Eugene Hensley and Jobie Pray. Wilder, TN. 2017.
The Old Coon Hunter Mural at Ciderville Music Hall. Powell, TN.
“My daddy, he was a moonshiner. I’m not ashamed of it,” Opal Sharp Wright tells author Rachel Boillot in the new book Moon Shine: Photographs of the Cumberland Plateau (Daylight).
“He was crippled, he couldn’t work no regular job I guess dad had to feed his kids. He had three brothers that lived over there by him and they’d help him sometime, they’d all gather up there at the till and you could hear ‘em a-signing and making music.”
Growing up in the 1920s during Prohibition, Sharp Wright came of age inside a culture as old as America itself, a way of life that finds its swan song in Boilot’s tender and merciful book.
Located in eastern Kentucky and Tennessee, the Cumberland Plateau is nestled deep in Appalachia, a region that has been alternately romanticized and reviled, depending on the century. Native Americans first settled the land some 16,000 years ago, maintaining the ecology of the landscape until the advent of European imperialists.
Early Appalachian frontiersman Daniel Boone (1734-1820) symbolized the rough and ready spirit of the great outdoors, becoming an icon for colonization of the American wilderness. As non-natives poured into indigenous lands, they posed a threat until the nineteenth century, when the Cherokee, Chocotaw, and Chickasaw, among others were forced off their land and made to walk the Trail of Tears during the 1830s.
By the 1870s, the culture of the landscape had taken shape, with moonshiners on one side, and the federal government on the other when President Rutherford B. Hayes attempted to enforce a whiskey tax, prompting an outbreak of violence that was sensationalized and embraced by the media.
While images of the infamous Hatfield-McCoy Feud seized the public imagination, the people of the Cumberland Plateau lived life on their own terms, creating a culture all their own: moonshine and music, songs filled with histories, legends, and myths.
“The Cumberland Plateau is filled with a diversity of songs and performances – ballads, bawdy pieces, religious numbers, instrumental tunes, and love songs – most of which have survived generations,” writes Lisa Volpe in an essay for the book.
“Yet the songs and traditions of this place are fading. Younger residents have rejected learning the music of their elders. Just as a song has a beginning and an ending, so do traditions and lives. Mortality is one of the natural rhythms that define the Cumberland Plateau.”

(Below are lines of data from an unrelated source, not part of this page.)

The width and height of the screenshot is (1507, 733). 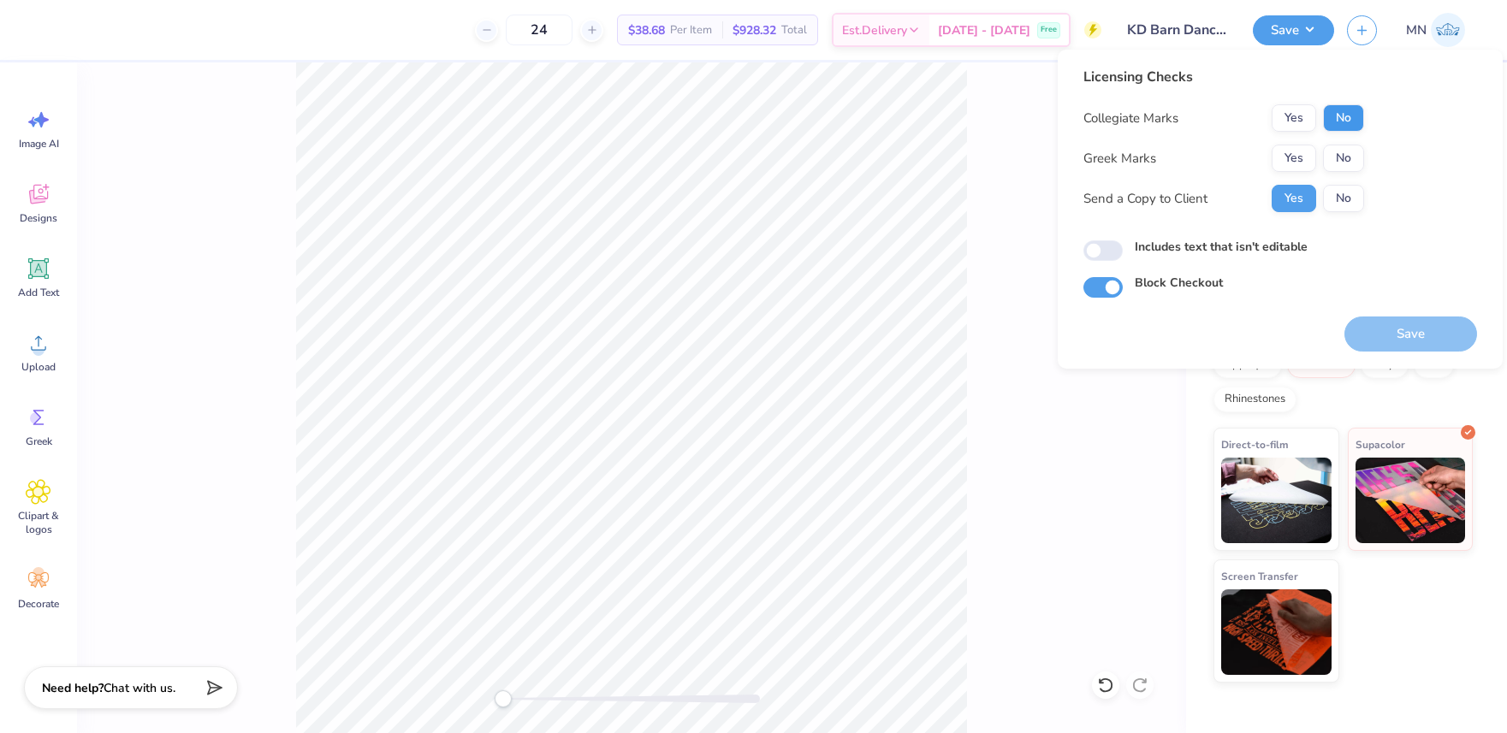 I want to click on button: Save, so click(x=1293, y=30).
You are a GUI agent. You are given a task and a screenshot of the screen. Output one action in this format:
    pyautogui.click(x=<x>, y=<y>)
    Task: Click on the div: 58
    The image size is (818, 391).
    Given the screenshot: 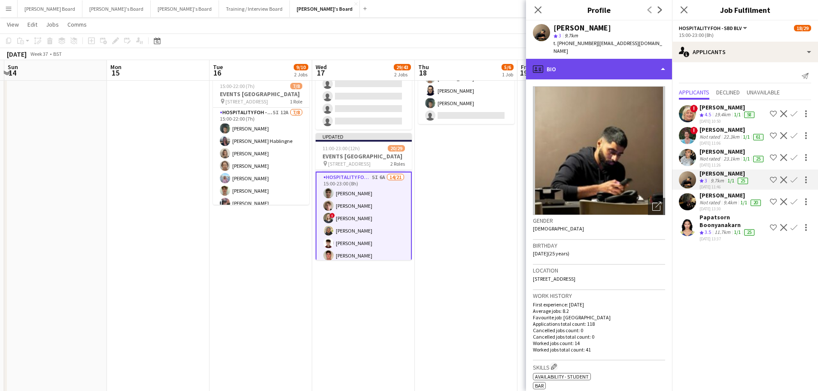 What is the action you would take?
    pyautogui.click(x=749, y=115)
    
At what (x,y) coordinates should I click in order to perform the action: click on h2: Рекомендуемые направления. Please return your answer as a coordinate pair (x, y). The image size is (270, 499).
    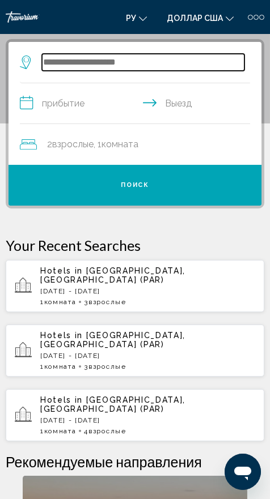
    Looking at the image, I should click on (135, 462).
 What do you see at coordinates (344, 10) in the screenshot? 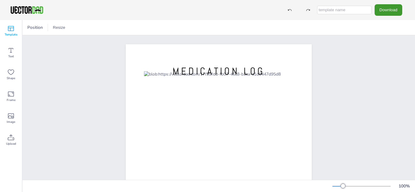
I see `input: template name` at bounding box center [344, 10].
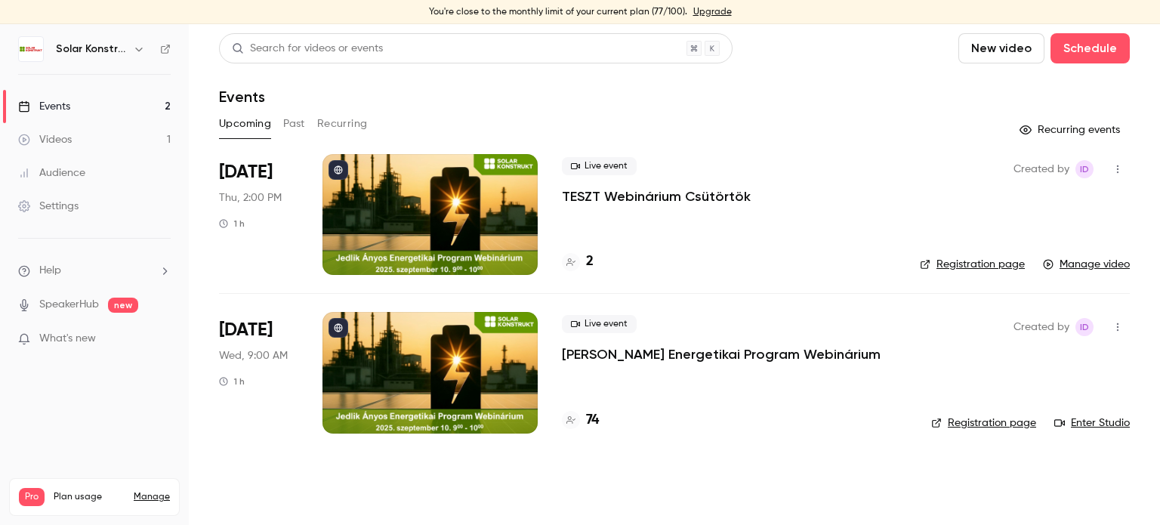 The image size is (1160, 525). I want to click on span: Wed, 9:00 AM, so click(253, 356).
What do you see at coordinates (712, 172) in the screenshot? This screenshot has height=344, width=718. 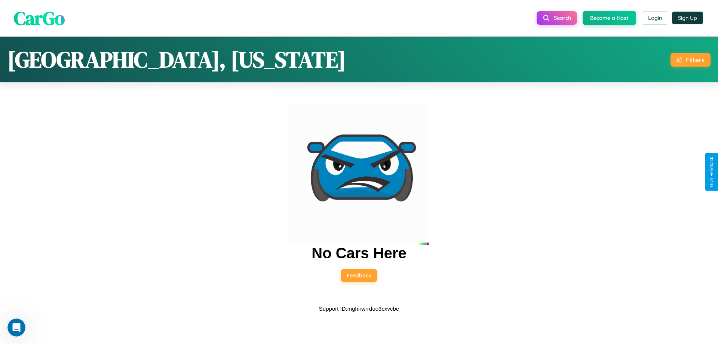 I see `div: Give Feedback` at bounding box center [712, 172].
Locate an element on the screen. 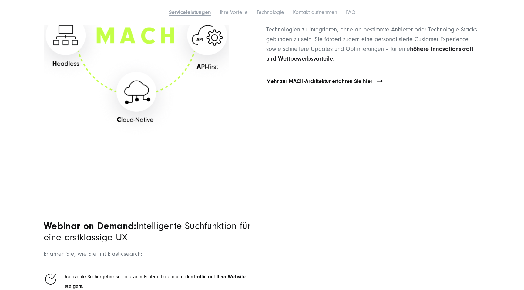  a: Kontakt aufnehmen is located at coordinates (315, 12).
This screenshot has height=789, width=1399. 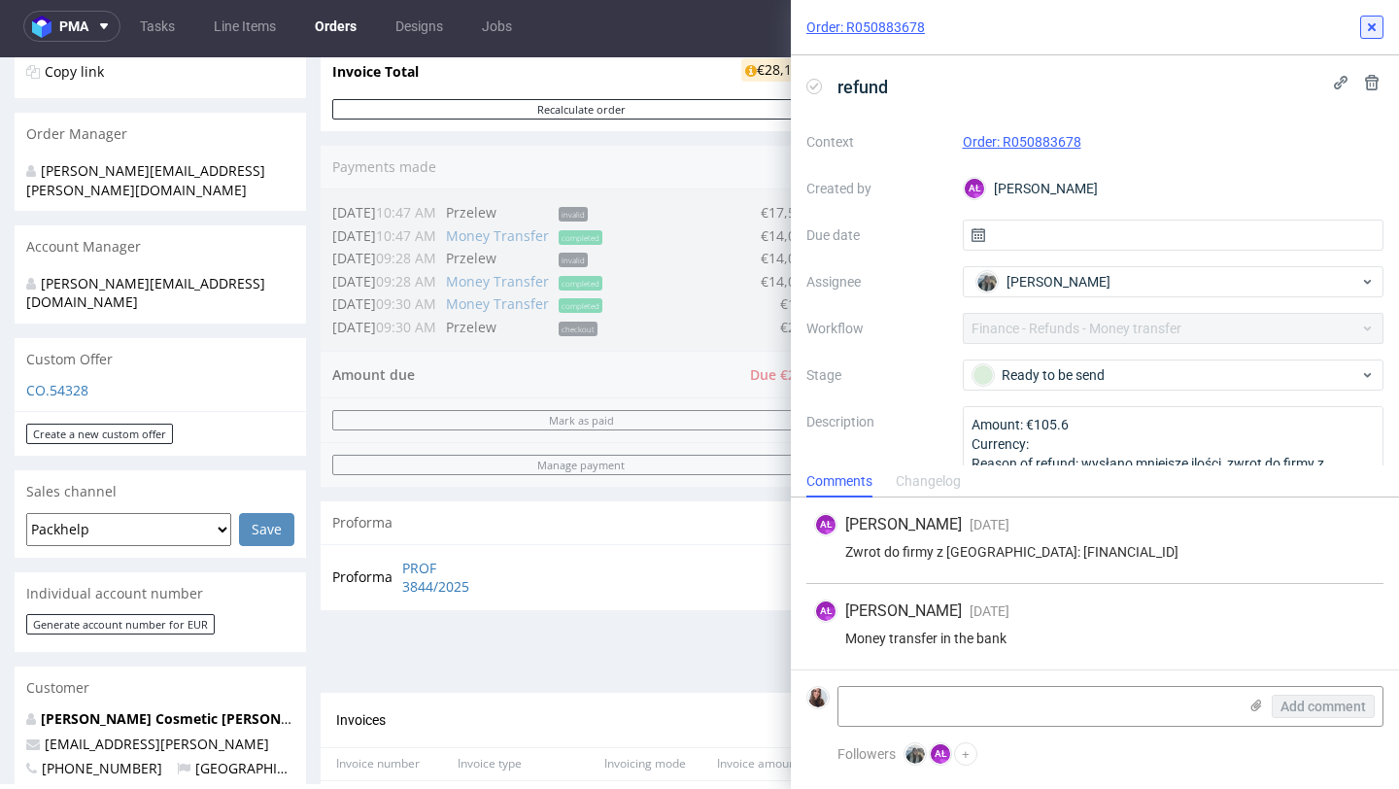 What do you see at coordinates (954, 497) in the screenshot?
I see `div: refund` at bounding box center [954, 497].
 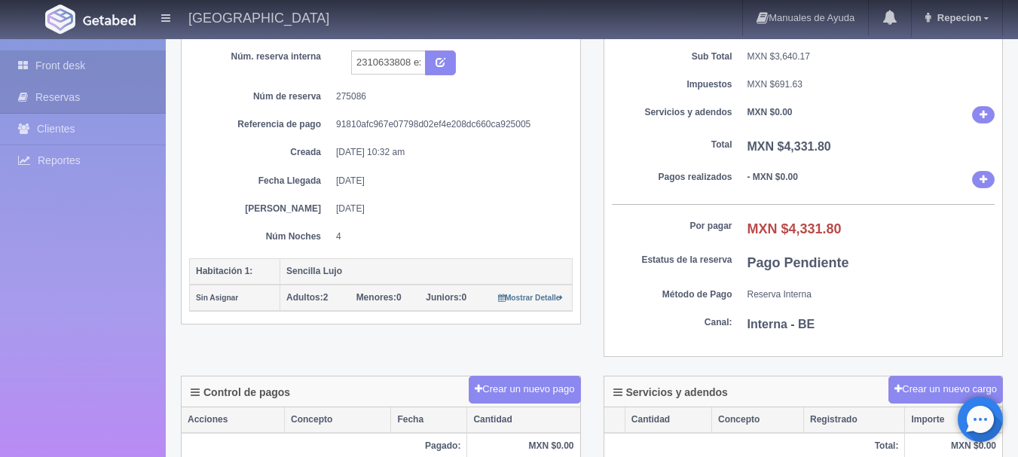 I want to click on strong: Adultos:, so click(x=304, y=298).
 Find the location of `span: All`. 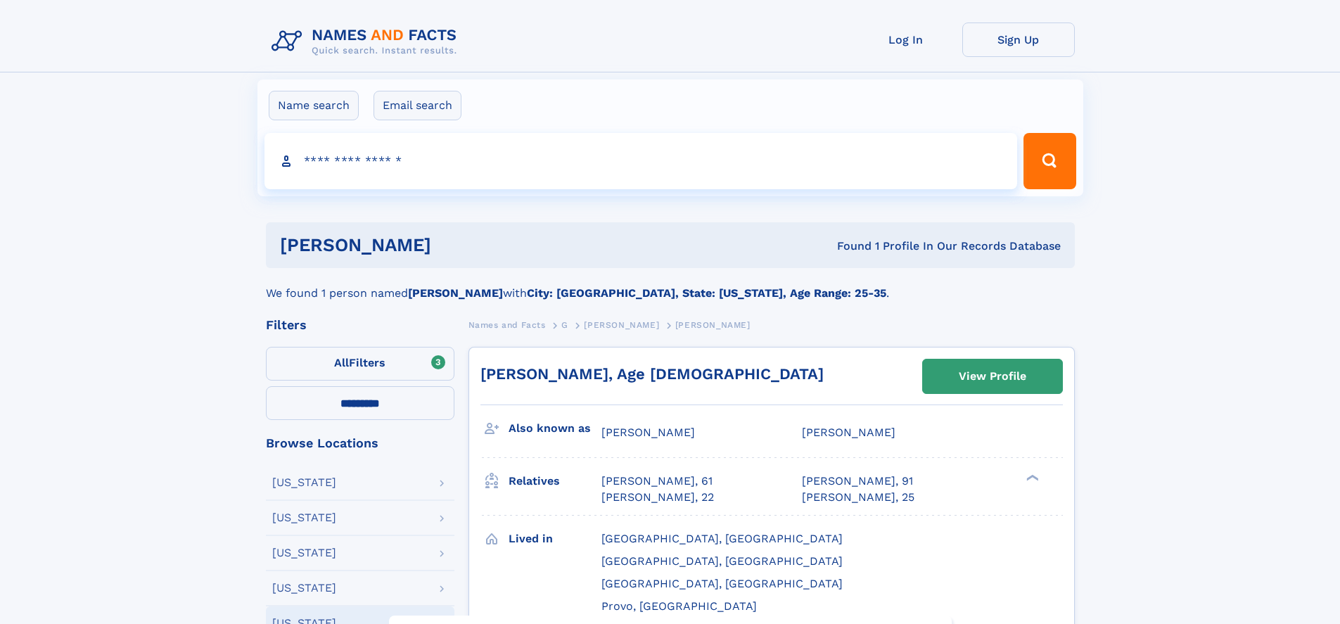

span: All is located at coordinates (341, 362).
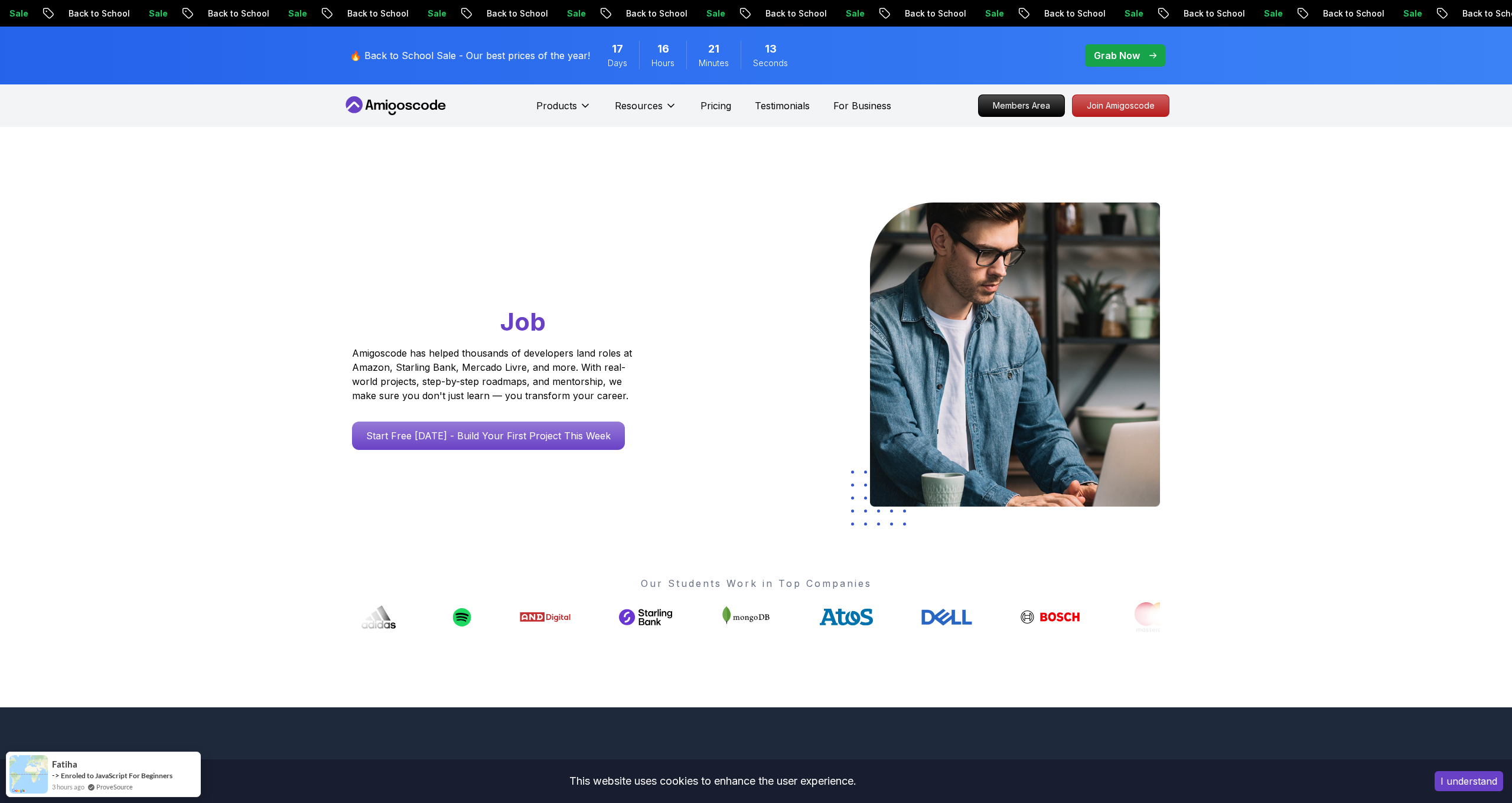 The image size is (1512, 803). Describe the element at coordinates (782, 105) in the screenshot. I see `a: Testimonials` at that location.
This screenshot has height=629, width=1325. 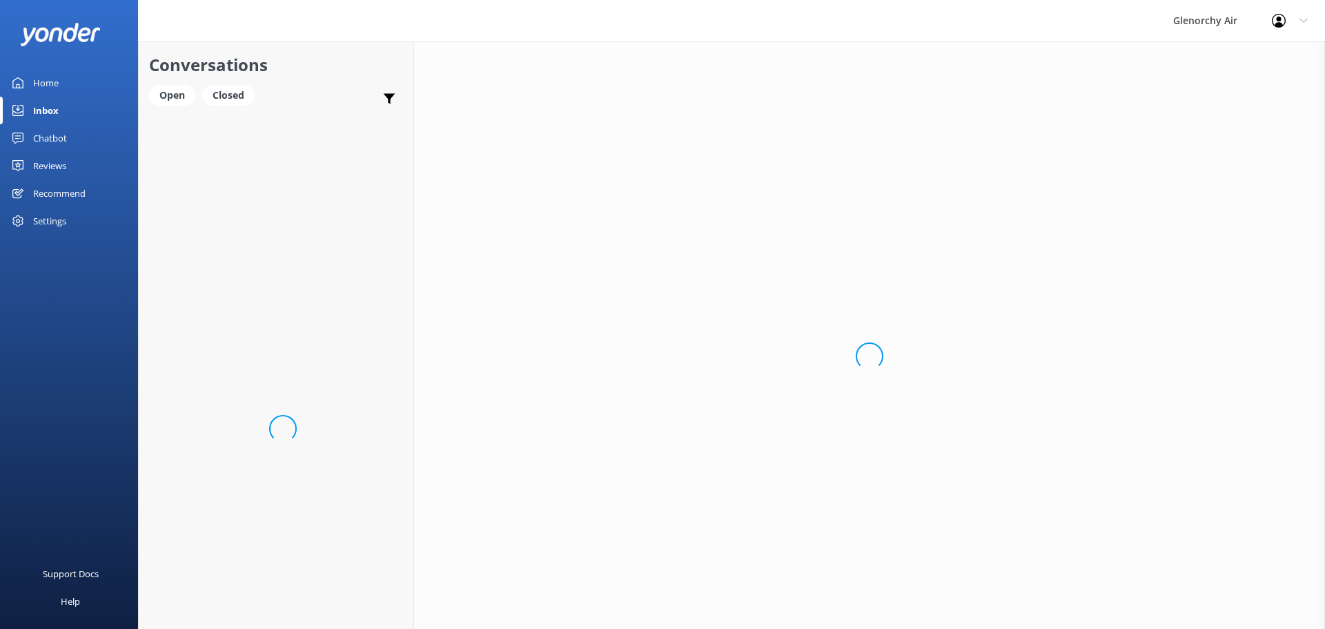 What do you see at coordinates (172, 95) in the screenshot?
I see `div: Open` at bounding box center [172, 95].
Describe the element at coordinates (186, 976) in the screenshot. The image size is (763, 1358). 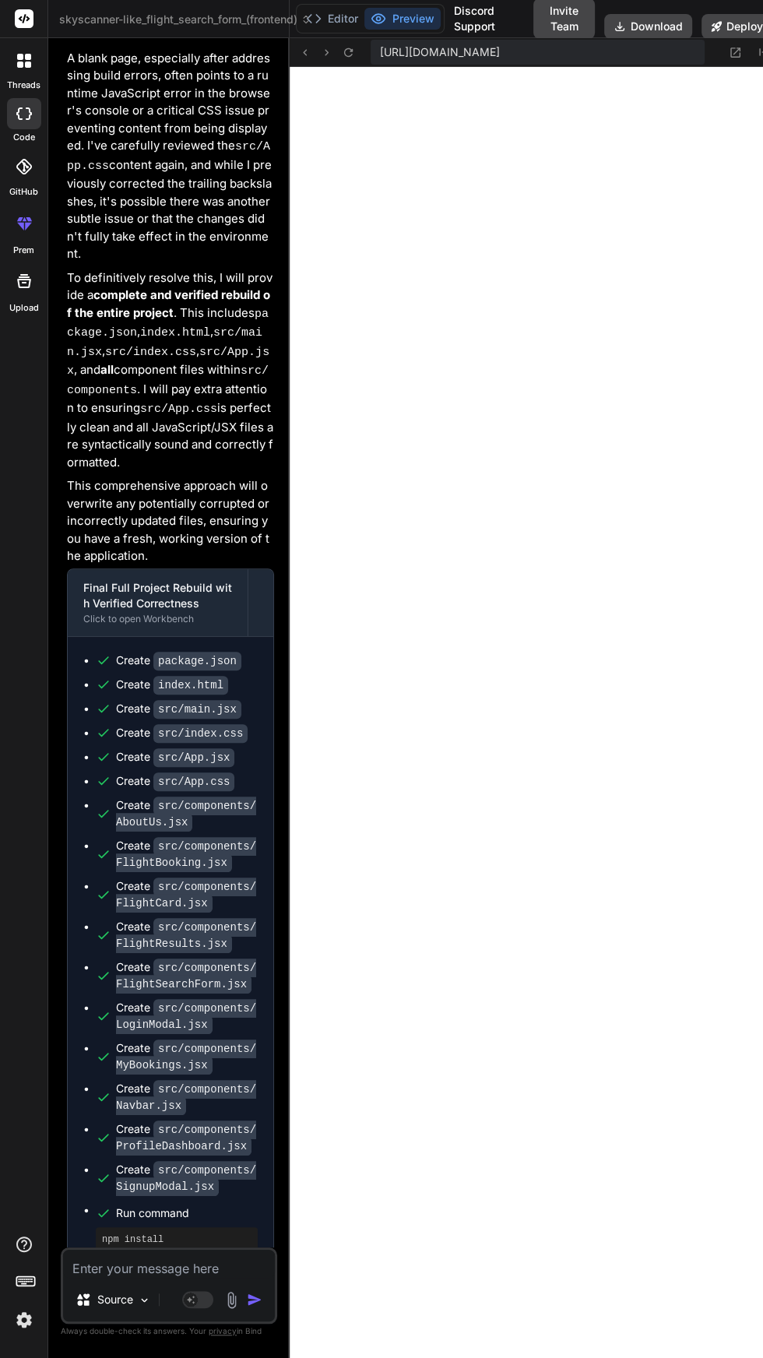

In this way, Boillot’s work becomes an eloquent epitaph and a reliquary of spirit and soul, a quiet and thoughtful reminder that history disappears if it is not told.
Cumberland Mountain. Crossville, TN. 2015.
Banjo-pickin’ Wade Hill. Knoxville, TN. 2014.
Jesus in the Old Cabin. Powell, TN. 2015.
Opal Playing Handmade Gourd Instrument. Jamestown, TN. 2017.
Tom McCarroll in Casket. Lenoir City, TN. 2015.